Simple, smart, cost-effective storytelling.
And it gets better. There’s a Space Defense Station just up the road, and enters Brigadier Lethbridge-Stewart’s office, but unfortunately (for him and us), the Brig isn’t involved in this serial. Instead, the Doctor finds Guy Crayford, an astronaut who Sarah swears is dead, which is where things start coming together mystery-wise. The Doctor realizes that the Earth they’re on isn’t really Earth but a simulacrum, and that people really aren’t people, but robots whose faces fall off.

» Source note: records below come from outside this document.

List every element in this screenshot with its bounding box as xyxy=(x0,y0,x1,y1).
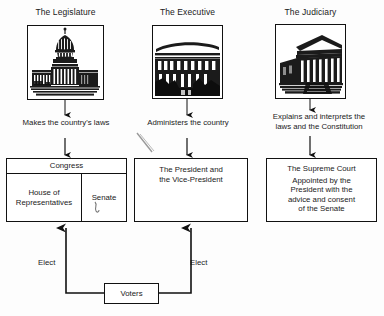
voters-box: Voters xyxy=(104,283,159,304)
us-capitol-building-image xyxy=(27,25,104,100)
column-title-executive: The Executive xyxy=(130,7,245,17)
elect-label-left: Elect xyxy=(38,258,55,267)
supreme-court-icon xyxy=(276,25,345,98)
congress-box: Congress House of Representatives Senate xyxy=(6,158,127,222)
column-title-judiciary: The Judiciary xyxy=(253,7,368,17)
column-title-legislature: The Legislature xyxy=(8,7,123,17)
supreme-court-line4: advice and consent xyxy=(267,195,376,205)
stray-pencil-mark-executive xyxy=(137,133,152,152)
diagram-canvas: The Legislature The Executive The Judici… xyxy=(0,0,384,316)
senate-cell: Senate xyxy=(82,174,126,221)
house-of-representatives-cell: House of Representatives xyxy=(7,174,81,221)
house-of-representatives-label: House of Representatives xyxy=(16,188,72,207)
president-label-line1: The President and xyxy=(135,165,247,175)
caption-judiciary-line1: Explains and interprets the xyxy=(256,112,382,122)
caption-judiciary: Explains and interprets the laws and the… xyxy=(256,112,382,131)
house-label-line2: Representatives xyxy=(16,198,72,207)
president-box: The President and the Vice-President xyxy=(134,158,248,222)
supreme-court-line3: President with the xyxy=(267,185,376,195)
congress-header-label: Congress xyxy=(50,161,83,171)
elect-label-right: Elect xyxy=(190,258,207,267)
white-house-building-image xyxy=(152,25,223,99)
house-label-line1: House of xyxy=(28,188,59,197)
supreme-court-label: The Supreme Court Appointed by the Presi… xyxy=(267,159,376,214)
caption-judiciary-line2: laws and the Constitution xyxy=(256,122,382,132)
arrow-voters-elect-congress xyxy=(66,228,104,293)
supreme-court-line5: of the Senate xyxy=(267,204,376,214)
caption-executive: Administers the country xyxy=(128,118,248,128)
white-house-icon xyxy=(153,26,222,98)
voters-label: Voters xyxy=(120,289,142,299)
senate-label: Senate xyxy=(92,193,117,203)
arrow-voters-elect-president xyxy=(159,228,191,293)
supreme-court-building-image xyxy=(275,24,346,99)
president-label-line2: the Vice-President xyxy=(135,175,247,185)
stray-pencil-mark-executive-2 xyxy=(140,134,154,151)
supreme-court-line1: The Supreme Court xyxy=(267,164,376,174)
capitol-icon xyxy=(28,26,103,99)
supreme-court-box: The Supreme Court Appointed by the Presi… xyxy=(266,158,377,222)
supreme-court-line2: Appointed by the xyxy=(267,176,376,186)
caption-legislature: Makes the country's laws xyxy=(2,118,130,128)
congress-header: Congress xyxy=(7,159,126,174)
president-label: The President and the Vice-President xyxy=(135,159,247,184)
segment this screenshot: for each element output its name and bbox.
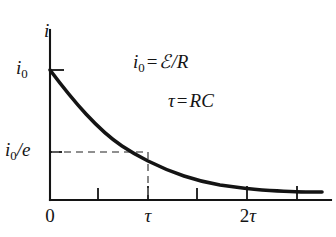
slash-r: /R [171, 51, 188, 72]
x-tick-label-two-tau: 2τ [240, 206, 256, 225]
y-axis-label: i [44, 21, 49, 40]
rc-decay-figure: i i0 i0/e i0=ℰ/R τ=RC 0 τ 2τ [0, 0, 336, 237]
x-tick-label-tau: τ [145, 206, 152, 225]
equation-i0-subscript: 0 [138, 60, 144, 75]
i0-over-e-suffix: /e [17, 139, 31, 160]
script-emf-symbol: ℰ [159, 50, 171, 72]
tau-symbol: τ [168, 90, 175, 111]
equals-sign: = [175, 90, 190, 111]
y-tick-label-i0-over-e: i0/e [5, 140, 30, 163]
y-axis-ticks [50, 70, 64, 152]
guide-lines [52, 152, 148, 198]
two-tau-symbol: τ [249, 205, 256, 226]
equals-sign: = [145, 51, 160, 72]
plot-canvas [0, 0, 336, 237]
decay-curve [50, 70, 322, 192]
rc-product: RC [190, 90, 214, 111]
x-tick-label-zero: 0 [45, 206, 55, 225]
equation-tau: τ=RC [168, 91, 214, 110]
equation-i0: i0=ℰ/R [133, 52, 188, 75]
y-tick-label-i0: i0 [16, 58, 28, 81]
i0-subscript: 0 [21, 66, 27, 81]
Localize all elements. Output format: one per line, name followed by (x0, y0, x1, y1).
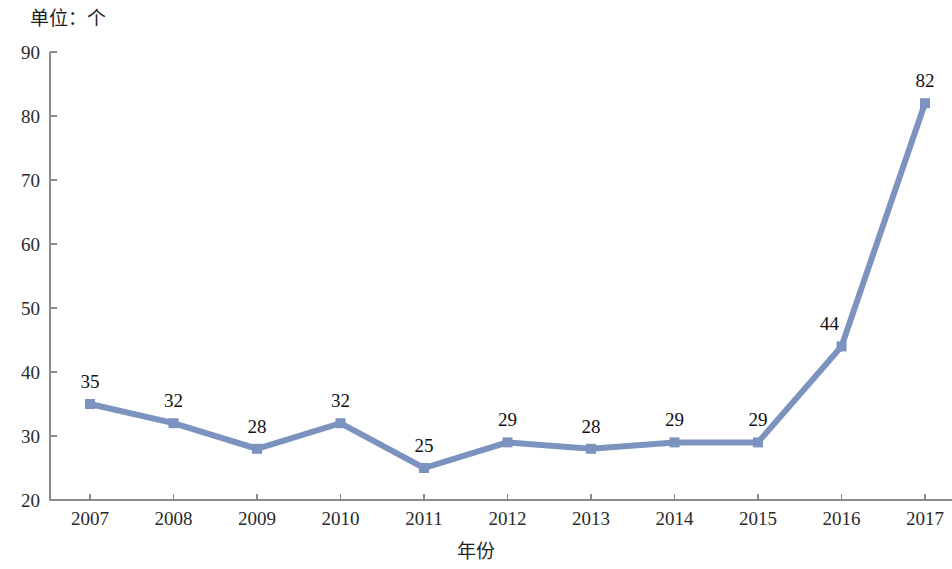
y-axis-tick-marks (50, 52, 57, 436)
x-axis-tick-label: 2008 (155, 508, 193, 529)
x-axis-tick-label: 2014 (656, 508, 695, 529)
x-axis-tick-label: 2007 (71, 508, 109, 529)
x-axis-tick-label: 2012 (489, 508, 527, 529)
x-axis-tick-label: 2016 (823, 508, 861, 529)
y-axis-tick-label: 30 (21, 426, 40, 447)
series-marker (670, 437, 680, 447)
y-axis-tick-label: 80 (21, 106, 40, 127)
series-marker (252, 444, 262, 454)
series-marker (169, 418, 179, 428)
x-axis-tick-label: 2009 (238, 508, 276, 529)
series-data-labels: 3532283225292829294482 (81, 70, 935, 456)
y-axis-tick-label: 40 (21, 362, 40, 383)
data-point-label: 25 (415, 435, 434, 456)
data-point-label: 32 (164, 390, 183, 411)
x-axis-tick-labels: 2007200820092010201120122013201420152016… (71, 508, 944, 529)
x-axis-tick-label: 2015 (739, 508, 777, 529)
data-point-label: 29 (498, 409, 517, 430)
axis-frame (50, 52, 952, 500)
x-axis-tick-label: 2013 (572, 508, 610, 529)
data-point-label: 44 (820, 313, 840, 334)
y-axis-tick-label: 20 (21, 490, 40, 511)
line-chart: 单位：个 2030405060708090 200720082009201020… (0, 0, 952, 569)
series-marker (336, 418, 346, 428)
chart-plot-area: 2030405060708090 20072008200920102011201… (0, 0, 952, 569)
data-point-label: 82 (916, 70, 935, 91)
x-axis-tick-marks (90, 494, 925, 500)
series-marker (753, 437, 763, 447)
y-axis-tick-label: 70 (21, 170, 40, 191)
x-axis-tick-label: 2017 (906, 508, 944, 529)
data-point-label: 29 (665, 409, 684, 430)
series-marker (586, 444, 596, 454)
y-axis-tick-label: 90 (21, 42, 40, 63)
x-axis-tick-label: 2011 (405, 508, 442, 529)
data-point-label: 29 (749, 409, 768, 430)
series-marker (503, 437, 513, 447)
y-axis-tick-label: 60 (21, 234, 40, 255)
y-axis-tick-labels: 2030405060708090 (21, 42, 40, 511)
series-marker (85, 399, 95, 409)
data-point-label: 32 (331, 390, 350, 411)
series-marker (920, 98, 930, 108)
x-axis-tick-label: 2010 (322, 508, 360, 529)
y-axis-tick-label: 50 (21, 298, 40, 319)
x-axis-title: 年份 (0, 536, 952, 563)
data-point-label: 28 (582, 416, 601, 437)
series-marker (837, 341, 847, 351)
series-marker (419, 463, 429, 473)
data-point-label: 35 (81, 371, 100, 392)
data-point-label: 28 (248, 416, 267, 437)
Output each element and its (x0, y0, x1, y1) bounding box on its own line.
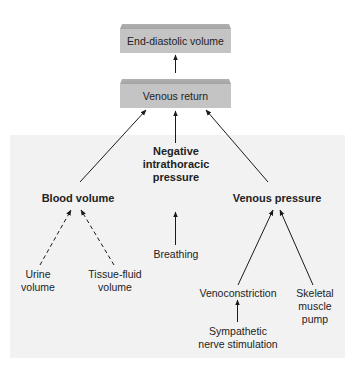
breathing-label: Breathing (136, 248, 216, 261)
venous-pressure-label: Venous pressure (222, 192, 332, 205)
venous-return-label: Venous return (143, 90, 208, 102)
end-diastolic-volume-box: End-diastolic volume (120, 29, 231, 53)
arrow-tissue-to-bv (81, 210, 114, 265)
sympathetic-nerve-stimulation-label: Sympathetic nerve stimulation (188, 325, 288, 351)
urine-volume-label: Urine volume (10, 268, 66, 294)
arrow-skeletal-to-vp (280, 210, 313, 285)
venous-return-box: Venous return (120, 84, 231, 108)
venoconstriction-label: Venoconstriction (196, 287, 280, 300)
arrow-urine-to-bv (40, 210, 71, 265)
tissue-fluid-volume-label: Tissue-fluid volume (80, 268, 150, 294)
end-diastolic-volume-label: End-diastolic volume (127, 35, 224, 47)
arrow-veno-to-vp (238, 210, 273, 285)
skeletal-muscle-pump-label: Skeletal muscle pump (290, 287, 340, 326)
negative-intrathoracic-pressure-label: Negative intrathoracic pressure (126, 145, 226, 184)
blood-volume-label: Blood volume (20, 192, 136, 205)
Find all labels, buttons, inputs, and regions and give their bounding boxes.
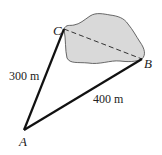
side-ac-length: 300 m [9,69,40,83]
point-b-label: B [144,56,152,71]
point-a-label: A [18,134,27,149]
side-ab-length: 400 m [93,92,124,106]
lake-region [64,14,144,64]
triangle-diagram: C B A 300 m 400 m [0,0,162,155]
side-ab [24,59,142,130]
point-c-label: C [53,23,62,38]
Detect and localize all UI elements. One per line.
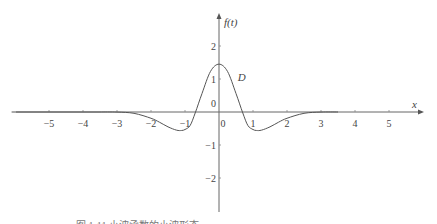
- x-tick-label: −5: [44, 118, 55, 129]
- x-tick-label: 5: [387, 118, 392, 129]
- y-tick-label: 2: [211, 41, 216, 52]
- y-tick-label: −1: [205, 140, 216, 151]
- figure-caption: 图 1-11 小波函数的小波形态: [76, 219, 199, 224]
- x-tick-label: 1: [251, 118, 256, 129]
- x-tick-label: −4: [78, 118, 89, 129]
- x-axis-arrow-icon: [418, 110, 424, 115]
- chart: −5−4−3−2−1012345210−1−2 x f(t) D 图 1-11 …: [0, 0, 437, 224]
- annotation-label: D: [237, 71, 246, 83]
- x-tick-label: 4: [353, 118, 358, 129]
- x-tick-label: −3: [112, 118, 123, 129]
- y-axis-arrow-icon: [217, 13, 222, 19]
- x-tick-label: 3: [319, 118, 324, 129]
- x-tick-label: 2: [285, 118, 290, 129]
- y-axis-label: f(t): [224, 16, 238, 29]
- y-tick-label: 1: [211, 74, 216, 85]
- y-tick-label: 0: [211, 98, 216, 109]
- y-tick-label: −2: [205, 173, 216, 184]
- x-axis-label: x: [411, 98, 417, 110]
- annotations: D: [237, 71, 246, 83]
- x-tick-label: 0: [221, 118, 226, 129]
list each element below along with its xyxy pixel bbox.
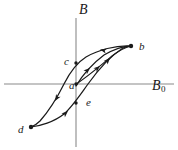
point-marker-c bbox=[74, 61, 77, 64]
hysteresis-diagram-svg bbox=[0, 0, 178, 150]
point-label-d: d bbox=[18, 124, 24, 135]
y-axis-label: B bbox=[79, 3, 88, 17]
point-marker-d bbox=[29, 125, 33, 129]
x-axis-label: B0 bbox=[152, 79, 166, 94]
point-marker-b bbox=[129, 44, 133, 48]
x-axis-label-base: B bbox=[152, 78, 161, 93]
point-label-c: c bbox=[64, 56, 69, 67]
point-label-e: e bbox=[86, 97, 91, 108]
point-label-b: b bbox=[139, 41, 145, 52]
x-axis-label-subscript: 0 bbox=[161, 84, 166, 94]
hysteresis-figure: B B0 a b c d e bbox=[0, 0, 178, 150]
curves-group bbox=[31, 46, 131, 127]
point-marker-e bbox=[74, 101, 77, 104]
ascending-branch bbox=[31, 46, 131, 127]
descending-branch bbox=[31, 46, 131, 127]
point-label-a: a bbox=[69, 80, 75, 91]
arrowheads-group bbox=[53, 47, 112, 117]
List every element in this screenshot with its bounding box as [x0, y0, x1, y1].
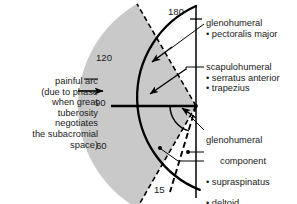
diagram-canvas: 180 120 90 60 15 painful arc (due to pha… — [0, 0, 297, 204]
annotation-glenohumeral-component: glenohumeral component • supraspinatus •… — [206, 124, 270, 204]
tick-label-15: 15 — [154, 184, 165, 195]
glenohumeral-component-leader — [190, 116, 204, 130]
annotation-ghc-line3: • supraspinatus — [206, 177, 270, 188]
painful-arc-caption: painful arc (due to phase when great tub… — [6, 76, 98, 150]
annotation-glenohumeral: glenohumeral • pectoralis major — [206, 18, 277, 39]
scapulohumeral-leader — [186, 67, 204, 70]
annotation-ghc-line2: component — [206, 156, 270, 167]
annotation-scapulohumeral: scapulohumeral • serratus anterior • tra… — [206, 62, 280, 94]
annotation-ghc-line1: glenohumeral — [206, 135, 270, 146]
tick-label-180: 180 — [168, 6, 184, 17]
tick-label-120: 120 — [96, 52, 112, 63]
glenohumeral-leader — [170, 24, 204, 49]
annotation-ghc-line4: • deltoid — [206, 198, 270, 204]
pivot-point — [194, 104, 198, 108]
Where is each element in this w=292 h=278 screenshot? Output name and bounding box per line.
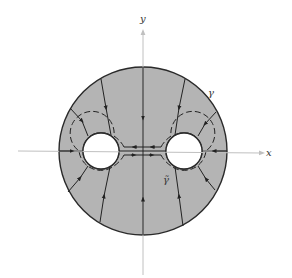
inner-contour-label: γ̃ [163,174,169,185]
right-hole [166,133,202,169]
y-axis-label: y [139,13,146,24]
left-hole [83,133,119,169]
contour-diagram: y x γ γ̃ [0,0,292,278]
outer-contour-label: γ [208,87,214,98]
x-axis-label: x [266,147,272,158]
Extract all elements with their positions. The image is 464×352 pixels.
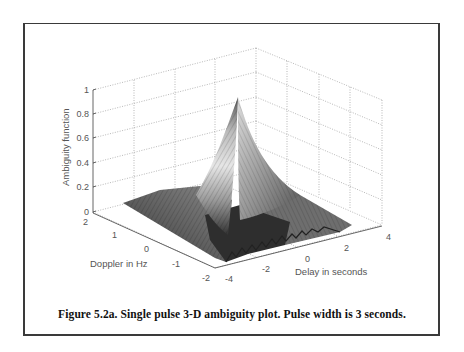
x-tick: -4 [225,274,233,284]
y-tick: 2 [83,217,88,227]
x-tick: 2 [344,243,349,253]
x-tick: 4 [386,232,391,242]
z-tick: 0.2 [76,182,89,192]
y-tick: -2 [202,273,210,283]
z-tick: 0.6 [76,133,89,143]
y-tick: 0 [144,244,149,254]
ambiguity-surface-plot: 1 0.8 0.6 0.4 0.2 0 Ambiguity function 2… [0,0,464,352]
y-tick: 1 [112,230,117,240]
z-tick: 0.4 [76,158,89,168]
y-tick: -1 [172,259,180,269]
x-tick: 0 [305,254,310,264]
figure-caption: Figure 5.2a. Single pulse 3-D ambiguity … [0,308,464,320]
z-axis-label: Ambiguity function [60,108,71,186]
x-axis-label: Delay in seconds [295,266,368,277]
y-axis-label: Doppler in Hz [90,258,148,269]
surface [123,97,352,262]
z-tick: 0.8 [76,109,89,119]
z-tick: 0 [84,207,89,217]
z-tick-labels: 1 0.8 0.6 0.4 0.2 0 [76,85,89,217]
z-tick: 1 [84,85,89,95]
z-axis [93,89,96,213]
x-tick: -2 [262,264,270,274]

When the robot faces fall off, it’s pure Old School Doctor Who awesomeness because the technology involved in creating such an entity is so far ahead of the Beeb’s ability to even fake it that when it happens you either have to embrace it or run away from it. (And since I’m closing in on 170 DOCTOR WHO posts here at the Anxiety, you can guess on which side I’m on.) We get a Sarah robot double, a Doctor robot double, a Sergeant Benton robot double, and a Harry Sullivan robot double. There are others, but these are the ones we care about.
It’s great to see Benton and Harry back again, but I’m always struck by how the return of these characters doesn’t seem to mean all that much to the Doctor or even Sarah Jane. It’s moments like this when you want them to be thoroughly glad to see one another that the formula of the serialized format rears its ugly head. One could make the case, of course, that the Doctor not making a big deal out of seeing Benton and Harry again is keeping in character, that it’s his way of not getting too emotionally attached to people he’ll have to eventually never see again. Or you could argue that neither one of them has really been gone all that long from the Doctor’s life so it’s not a big deal that they all bump into each other again, but I’d still like to see a bit more because my guess is the fans (or, at least, me) is pretty psyched to see old faces in new places.
The Doctor and Sarah eventually stop the Kraal threat, of course, when they get to the real Earth, but not before a bit of fun confusion over who the real version of everyone is. It’s a solid end to a solid serial, and because everything is done so well, THE ANDROID INVASION becomes elevated to something more than it might have been in lesser hands. The most fun is in seeing Benton and Harry, of course, but if you’re a fan of the show, seeing Terry Nation and Barry Letts’ names attached is a thrill, too. Both men deliver solid work. Sure, you can pick apart Nation’s script for some plot holes (why would the Kraal’s need to build an exact replica of Devesham?) but for me, ANDROID INVASION is low-key, enjoyable stuff. Whatever deficiencies exist in the plot are overcome by Tom Baker and Lis Sladen, and in an era that has already started down a very dark road, THE ANDROID INVASION is a nice diversion.